I don’t find anything inherently better about either the cyclical or linear storyline, but where stories play the role of moral education, I take notice of the relation between structure and content. I don’t want to see a cyclical storyline about genocide, especially as a genre. I want to see linear storylines about such evil things.
The countercultural legacy I’m frustrated with is the one where the re-invention of the self and freedom from constraints ends up reifying the modern Enlightenment subject. There are plenty of people who followed that party off into much less autocratic ends, embracing anti-ego philosophies and religions. But to my eyes the dominant story of America at that time, the one told and re-told through cinema, music, documentary, is one in which one should free the mind not toward a humbler state, but toward an exhilaration that requires repetition through consumption. The “hippie” to my eyes is a mythological figure, a symbol of self-liberation, that is so decontextualized as to be portable as an instrument of creating consumptive desire. (Thomas Frank’s The Conquest of Cool tells some great stories about the ‘invention’ of popular counterculture by advertising executives.)
Another example of this would be to look at the application of Campbell’s work in popular cinema. I can’t judge Campbell, I only ever read the Power of Myth, but it’s amazing to me how a desire to tell universal stories so easily ends up all about juvenile male fantasy in the Star Wars series.
I may hit you up later with some questions about non-Western religious narratives, especially cyclical ones. As I move forward with some work on the nuclear narrative, I may be looking for some more counter-examples to the stories that get told.

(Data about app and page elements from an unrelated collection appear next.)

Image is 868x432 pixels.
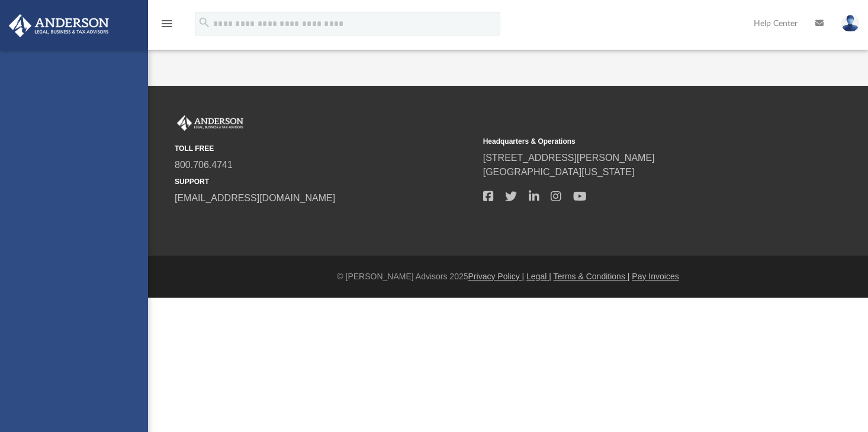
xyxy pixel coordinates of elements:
[6,14,113,37] img: Anderson Advisors Platinum Portal
[483,136,784,147] small: Headquarters & Operations
[160,22,174,31] a: menu
[632,272,679,281] a: Pay Invoices
[554,272,630,281] a: Terms & Conditions |
[175,160,232,170] a: 800.706.4741
[483,153,655,162] a: [STREET_ADDRESS][PERSON_NAME]
[160,17,174,31] i: menu
[175,193,336,203] a: [EMAIL_ADDRESS][DOMAIN_NAME]
[175,176,475,187] small: SUPPORT
[148,270,868,283] div: © [PERSON_NAME] Advisors 2025
[469,272,524,281] a: Privacy Policy |
[198,16,211,29] i: search
[175,143,475,154] small: TOLL FREE
[483,167,635,177] a: [GEOGRAPHIC_DATA][US_STATE]
[175,116,246,131] img: Anderson Advisors Platinum Portal
[842,15,859,32] img: User Pic
[527,272,551,281] a: Legal |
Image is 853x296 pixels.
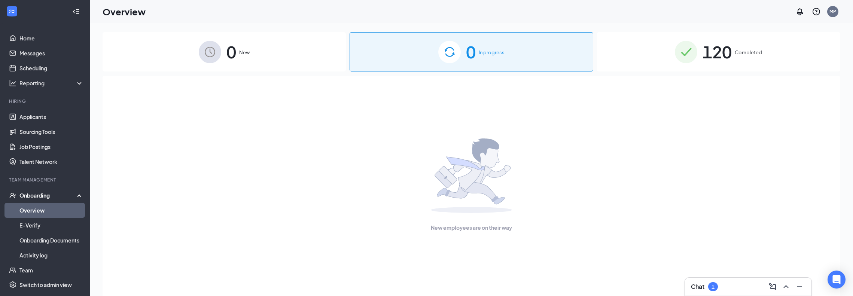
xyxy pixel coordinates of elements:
[19,248,83,263] a: Activity log
[19,154,83,169] a: Talent Network
[781,282,790,291] svg: ChevronUp
[72,8,80,15] svg: Collapse
[8,7,16,15] svg: WorkstreamLogo
[9,281,16,288] svg: Settings
[9,79,16,87] svg: Analysis
[691,282,704,291] h3: Chat
[19,281,72,288] div: Switch to admin view
[19,124,83,139] a: Sourcing Tools
[19,192,77,199] div: Onboarding
[827,271,845,288] div: Open Intercom Messenger
[19,263,83,278] a: Team
[479,49,504,56] span: In progress
[19,31,83,46] a: Home
[702,39,731,65] span: 120
[734,49,762,56] span: Completed
[795,282,804,291] svg: Minimize
[9,177,82,183] div: Team Management
[780,281,792,293] button: ChevronUp
[19,218,83,233] a: E-Verify
[768,282,777,291] svg: ComposeMessage
[19,61,83,76] a: Scheduling
[103,5,146,18] h1: Overview
[19,233,83,248] a: Onboarding Documents
[812,7,821,16] svg: QuestionInfo
[9,192,16,199] svg: UserCheck
[226,39,236,65] span: 0
[19,139,83,154] a: Job Postings
[239,49,250,56] span: New
[829,8,836,15] div: MP
[793,281,805,293] button: Minimize
[19,203,83,218] a: Overview
[19,46,83,61] a: Messages
[766,281,778,293] button: ComposeMessage
[9,98,82,104] div: Hiring
[19,79,84,87] div: Reporting
[466,39,476,65] span: 0
[431,223,512,232] span: New employees are on their way
[795,7,804,16] svg: Notifications
[19,109,83,124] a: Applicants
[711,284,714,290] div: 1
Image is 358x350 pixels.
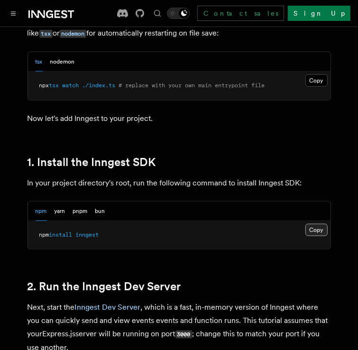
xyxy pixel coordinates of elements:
[50,52,75,72] button: nodemon
[36,201,47,221] button: npm
[95,201,105,221] button: bun
[39,28,53,37] a: tsx
[197,6,284,21] a: Contact sales
[8,8,19,19] button: Toggle navigation
[27,155,156,169] a: 1. Install the Inngest SDK
[119,82,265,89] span: # replace with your own main entrypoint file
[49,231,72,238] span: install
[175,330,192,338] code: 3000
[288,6,350,21] a: Sign Up
[167,8,190,19] button: Toggle dark mode
[27,112,331,125] p: Now let's add Inngest to your project.
[60,30,86,38] code: nodemon
[36,52,43,72] button: tsx
[39,231,49,238] span: npm
[75,302,141,311] a: Inngest Dev Server
[27,176,331,190] p: In your project directory's root, run the following command to install Inngest SDK:
[39,30,53,38] code: tsx
[27,280,181,293] a: 2. Run the Inngest Dev Server
[49,82,59,89] span: tsx
[54,201,65,221] button: yarn
[39,82,49,89] span: npx
[82,82,116,89] span: ./index.ts
[73,201,88,221] button: pnpm
[60,28,86,37] a: nodemon
[152,8,163,19] button: Find something...
[76,231,99,238] span: inngest
[63,82,79,89] span: watch
[305,74,327,87] button: Copy
[305,224,327,236] button: Copy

Octavia Butler and Ursula LeGuin would both be worth reading. I will have to read thru all these posts again (great stuff), and maybe again, to have anything else to contribute. I snagged on the universal idea — I think that Butler and LeGuin were/are particularly aware of the usual hegemony of the white,western,well-heeled male as rep of the universal, and the resulting narrowness (but unfortunately sometime lack of particularity) of that universal.